Give back exactly the lines that start at the one containing "Image resolution: width=644" and run to the end of the material, leaving out the pictures.

########

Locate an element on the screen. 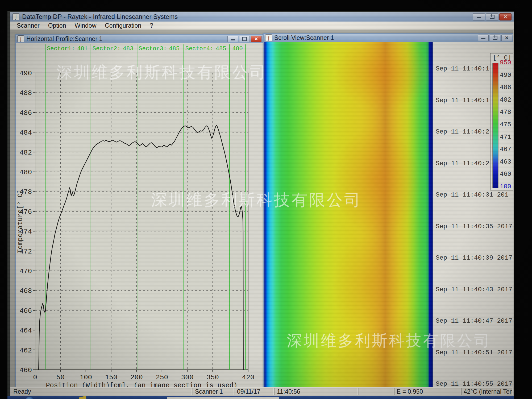 This screenshot has width=532, height=399. scan-timestamp: Sep 11 11:40:31 201 is located at coordinates (475, 195).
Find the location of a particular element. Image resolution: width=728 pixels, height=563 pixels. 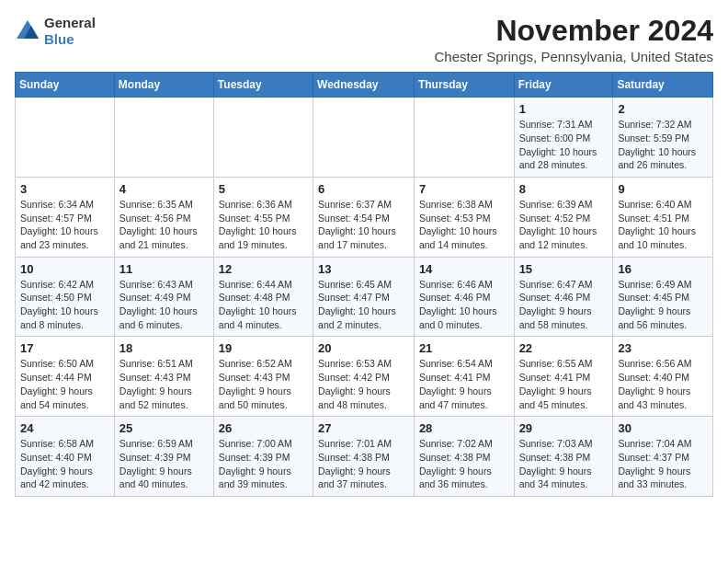

calendar-cell: 21Sunrise: 6:54 AM Sunset: 4:41 PM Dayli… is located at coordinates (463, 377).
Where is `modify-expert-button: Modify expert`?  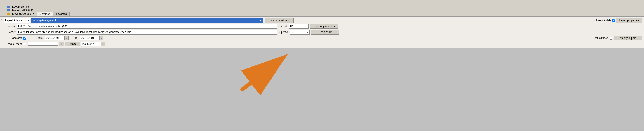 modify-expert-button: Modify expert is located at coordinates (628, 38).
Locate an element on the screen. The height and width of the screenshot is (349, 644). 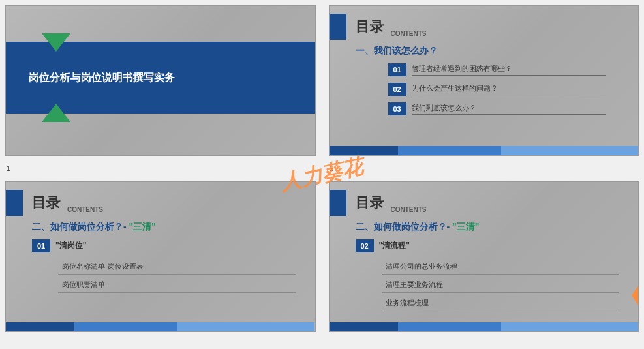
toc-list: 01 "清岗位" 岗位名称清单-岗位设置表 岗位职责清单 is located at coordinates (164, 267).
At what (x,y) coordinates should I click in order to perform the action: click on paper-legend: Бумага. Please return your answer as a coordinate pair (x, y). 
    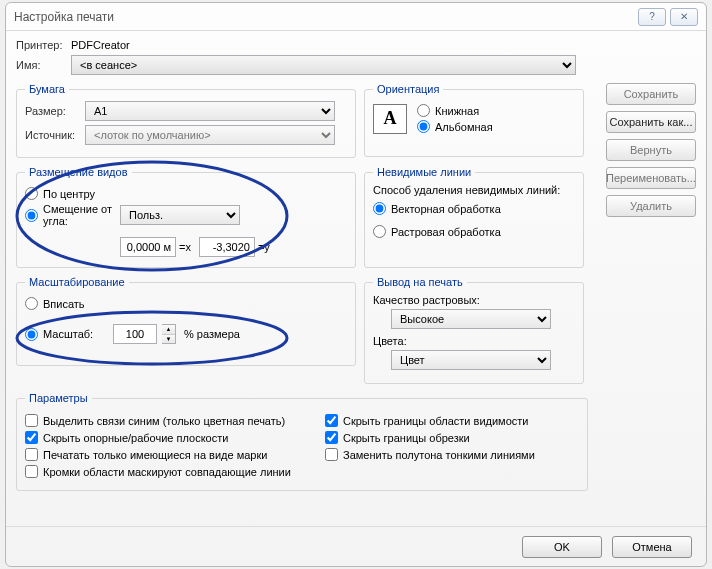
    Looking at the image, I should click on (47, 89).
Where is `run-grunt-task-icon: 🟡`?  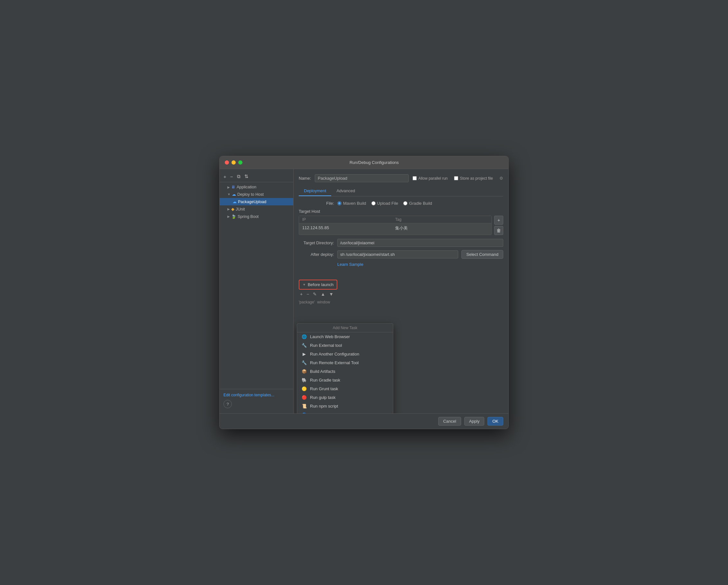
run-grunt-task-icon: 🟡 is located at coordinates (304, 389).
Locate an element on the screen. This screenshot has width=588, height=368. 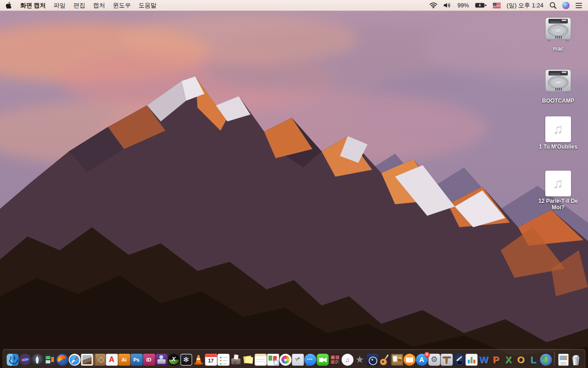
pages-classic-icon is located at coordinates (459, 360).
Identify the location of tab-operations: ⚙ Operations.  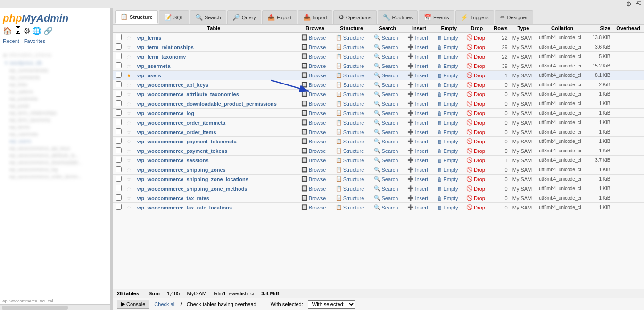
(355, 17).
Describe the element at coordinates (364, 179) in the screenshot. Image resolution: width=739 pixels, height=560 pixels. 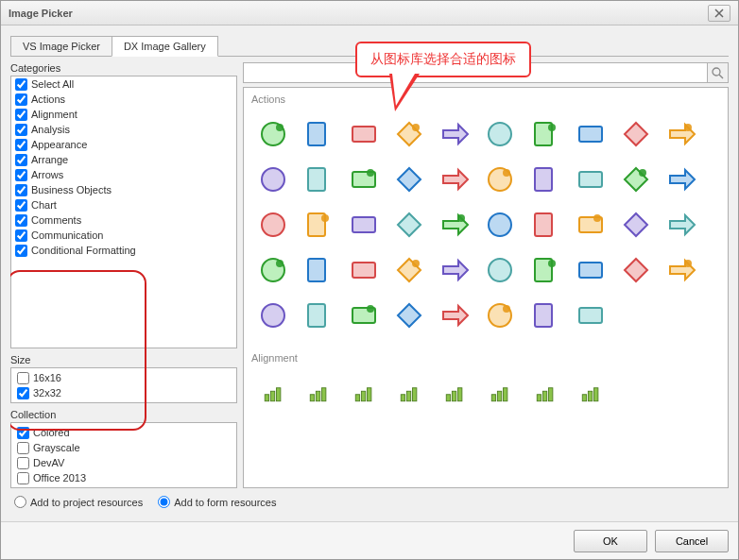
I see `gallery-icon-remove-row` at that location.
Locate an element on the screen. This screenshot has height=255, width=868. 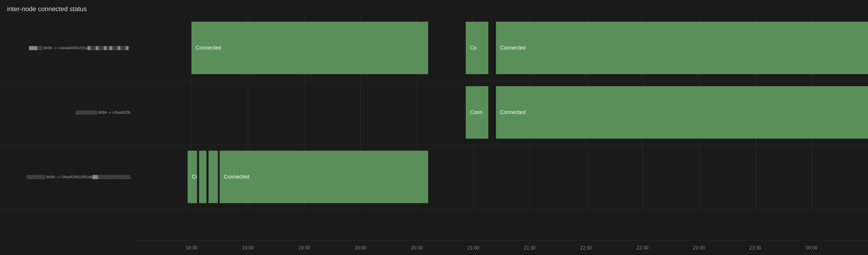
bar-label: Conn is located at coordinates (476, 112).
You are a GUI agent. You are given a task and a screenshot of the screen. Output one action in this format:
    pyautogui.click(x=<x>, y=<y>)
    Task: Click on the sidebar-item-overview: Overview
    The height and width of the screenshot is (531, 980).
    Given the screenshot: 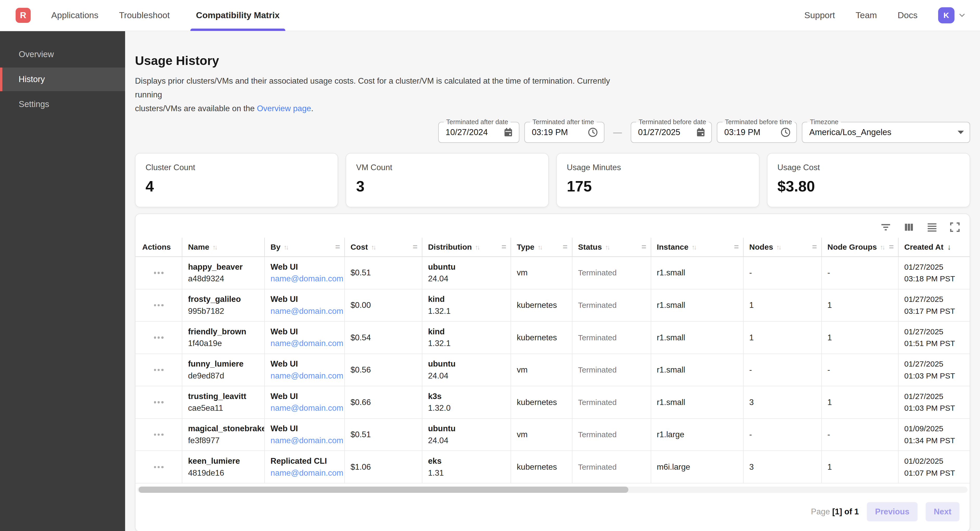 What is the action you would take?
    pyautogui.click(x=62, y=54)
    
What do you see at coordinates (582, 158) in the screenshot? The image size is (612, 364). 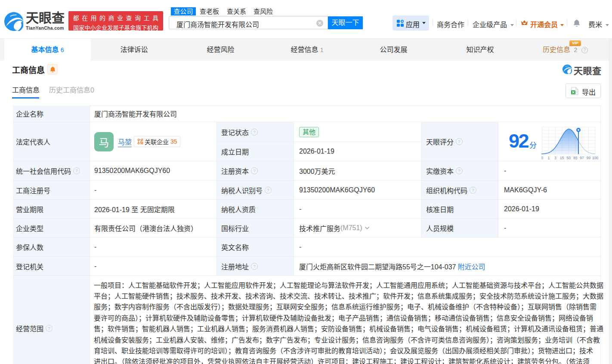 I see `svg-text: 97` at bounding box center [582, 158].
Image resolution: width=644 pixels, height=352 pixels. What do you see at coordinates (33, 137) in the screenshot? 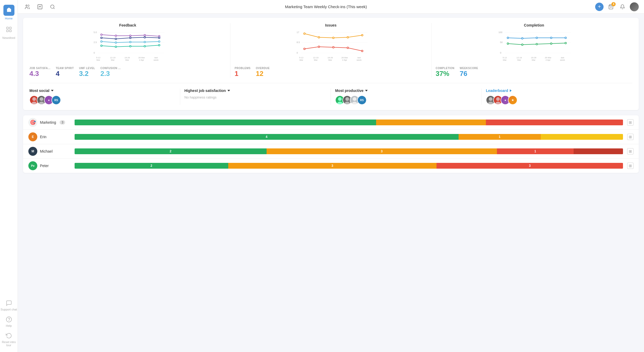
I see `erin-avatar: E` at bounding box center [33, 137].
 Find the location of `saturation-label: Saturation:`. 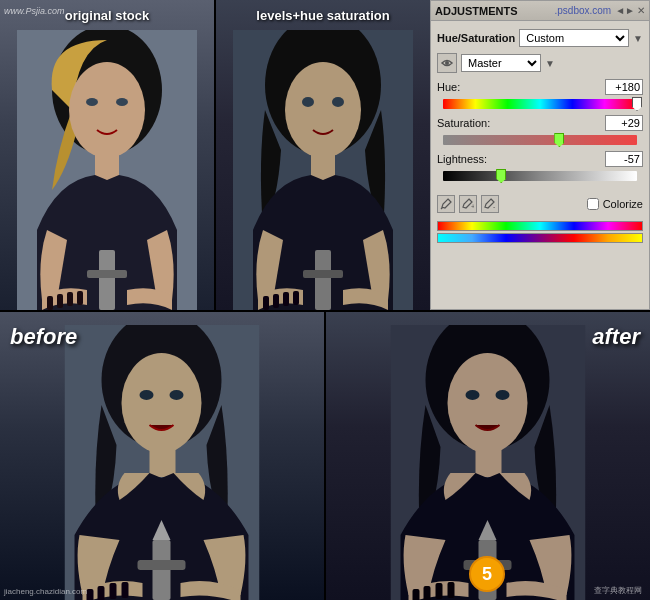

saturation-label: Saturation: is located at coordinates (464, 123).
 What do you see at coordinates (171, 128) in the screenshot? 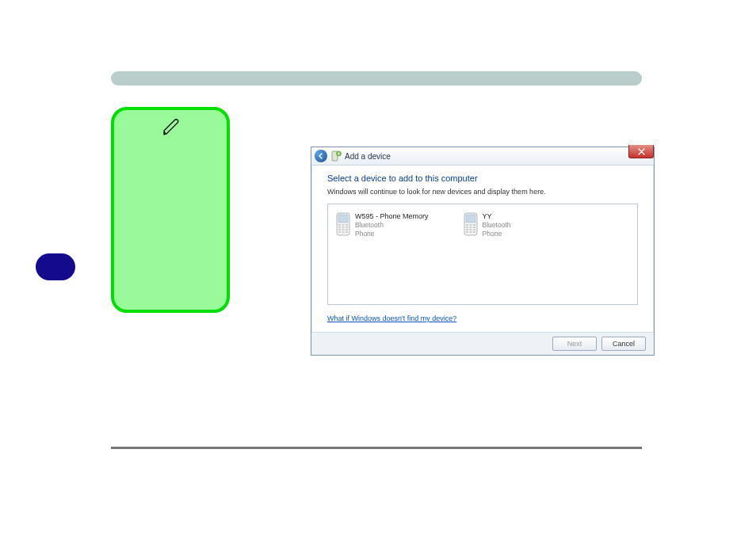
I see `pen-icon` at bounding box center [171, 128].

########

** RESPONSE TO THIS TASK **
Image resolution: width=644 pixels, height=352 pixels. What do you see at coordinates (33, 137) in the screenshot? 
I see `erin-avatar: E` at bounding box center [33, 137].
 Find the location of `saturation-label: Saturation:`. 

saturation-label: Saturation: is located at coordinates (464, 123).
 What do you see at coordinates (171, 128) in the screenshot? 
I see `pen-icon` at bounding box center [171, 128].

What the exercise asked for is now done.